Gary Floyd was one of 'the Split Rail 16'
Before he started the Dicks, singer was part of a worker's co-op formed to run noted restaurant/club
I’ve interviewed Gary Floyd, the punk icon who passed away May 2, only one time and it had nothing to do with his musical career. The self-proclaimed “commie fag” was a member of the workers co-op which tried to take over the Split Rail Inn, the cedar chopper hangout, in the summer of 1977. That was three years before the Dicks’ first gig at the Armadillo’s “Punk Prom.”
Radical socialist lawyer Bobby Nelson bought the Split Rail Inn on S. Lamar from Jim Parish and reorganized management as a collective of employees, who would also have an ownership stake. Opening on Friday May 13, ‘77, the plan was to keep it no cover, with conjunto music on Thursday and country and folk music the rest of the time. But the young hippie staff wanted changes, like a healthier menu and male servers in addition to females. "That turned off some of the good ol' boys, who were interested in pinching the waitresses," Rick Piltz of the co-op told the Statesman. The kids also wanted to book more rock and blues bands and less country music, which they found sexist and racist.
The Split Rail had been the first beer joint in town where longhaired liberals and good ol’ boys co-existed without incident. But that changed fast when the comrades took over. “The rednecks didn’t like us and they let it be known,” said Floyd, who’d moved to Austin from Palestine, TX in 1974. “Everybody did everything, so I cooked, served beer, bused tables, whatever was needed.” He said the rift started when Nelson’s boyfriend Martin Wiginton began acting like the boss and not a member of the collective. He didn’t want to alienate the regulars, who paid the bills.
A month after reopening, the co-op voted to remove fried food from the menu, including the prized chicken fried steak and onion rings, and Wiginton barked “No fucking way!” He reportedly lost his shit when a fifty-pound bag of brown rice was delivered, and started firing people. Thwarting this “capitalist takeover,” the co-op voted to fire Wiginton instead. They also barred Nelson from the premises, but she had the lease, so she told the workers to leave. When they didn’t, she had them arrested for criminal trespass. Even after Nelson quickly dropped the charges, “the Split Rail 16” picketed the club for about a month.
The night of July 9, 1977, several Rail regulars, some jumping out of the back of a pickup, attacked the longhaired protestors and sent one to the hospital. It was big news.
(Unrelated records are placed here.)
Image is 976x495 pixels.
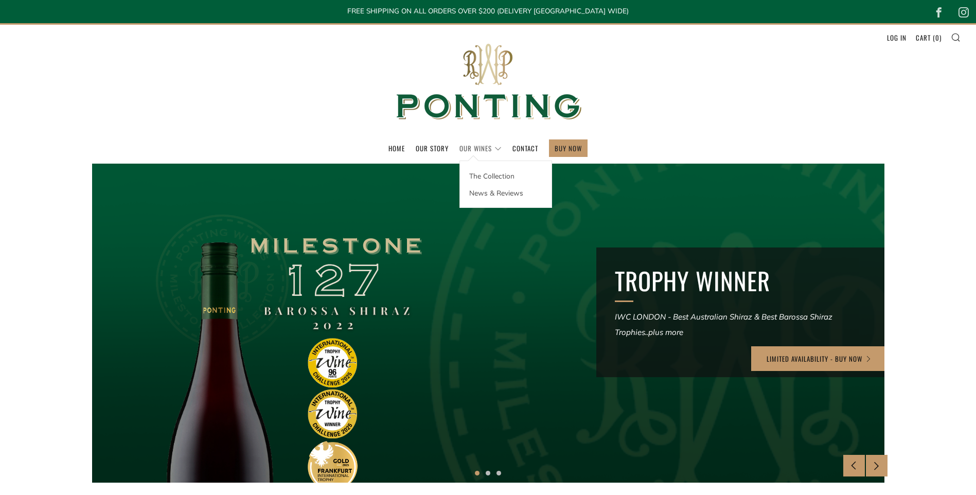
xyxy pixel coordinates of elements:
[916,29,941,46] a: Cart (0)
[460,184,552,201] a: News & Reviews
[385,25,591,139] img: Ponting Wines
[615,312,832,337] em: IWC LONDON - Best Australian Shiraz & Best Barossa Shiraz Trophies..plus more
[460,167,552,184] a: The Collection
[496,471,501,475] button: 3
[486,471,490,475] button: 2
[615,266,866,296] h2: TROPHY WINNER
[475,471,479,475] button: 1
[887,29,907,46] a: Log in
[751,346,887,371] a: LIMITED AVAILABILITY - BUY NOW
[388,140,405,156] a: Home
[459,140,502,156] a: Our Wines
[935,32,939,43] span: 0
[416,140,449,156] a: Our Story
[512,140,538,156] a: Contact
[555,140,582,156] a: BUY NOW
“We were putting on a play that night, spoofing Martin, and you could see him and Bobby looking at us through the window,” said Floyd, who was dealing with a breakup and left before the beatdown. Picketers said Nelson and Wiginton participated in the violence.
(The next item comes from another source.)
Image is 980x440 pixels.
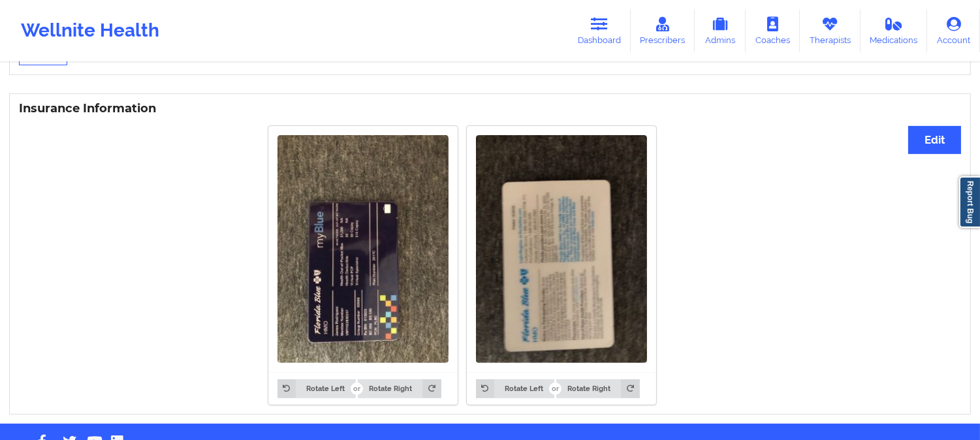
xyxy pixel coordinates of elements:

Nelson admitted slapping Lori Hansel in the face, but it was in response to the workers’ rep calling her the c-word. The attackers claimed the jeering protesters were the instigators, and they were just defending themselves. Assault charges were filed, but the case never went to trial.
Eventually, the contentiousness died down and Nelson and Wiginton ran the Split Rail as they wanted. Some of the acts booked regularly were Alvin Crow, Jon Emery, Butch Hancock, Shorty and the Corvettes, Dixie Diesels with Shawn Colvin, and Partners in Crime with Buddy and Julie Miller.
But the club was torched in December 1978, by arsonist/s never found. The fire was set by burning balled-up newspapers in scattered locations of the venue. The Split Rail of Freda and the Firedogs and Kenneth Threadgill was a model of divergent cultures behaving together, but running a club by collective was an experiment that failed miserably.
Nelson and Wiginton had more success in 1979 taking over the Alamo Lounge, on the ground floor of the Alamo Hotel at 6th and Guadalupe, presenting such up-and-comers as Lucinda Williams, Blaze Foley, “Lisa” Gilkyson, Joe Ely, Nanci Griffith and the like in a room that held maybe 35 people. Two years later, they moved all that folk action to emmajoe’s at 3023 Guadalupe St. Butch Hancock built the bar with wood from old doors the Alamo Hotel was going to scrap. That club closed in ‘83, when Griff Luneburg started booking those acts, and many more, at the Cactus Cafe.
The friends of Gary Floyd will gather Sunday May 26 at Little Darlin’ to reminisce and celebrate a life like none other. 1-4 pm.
No chicken fried steak?!?
I used to go to Friends of Traditional Music (I think) jams at the Split Rail in the mid-70s. Basically a mix of hippies and rednecks who liked bluegrass and trad country.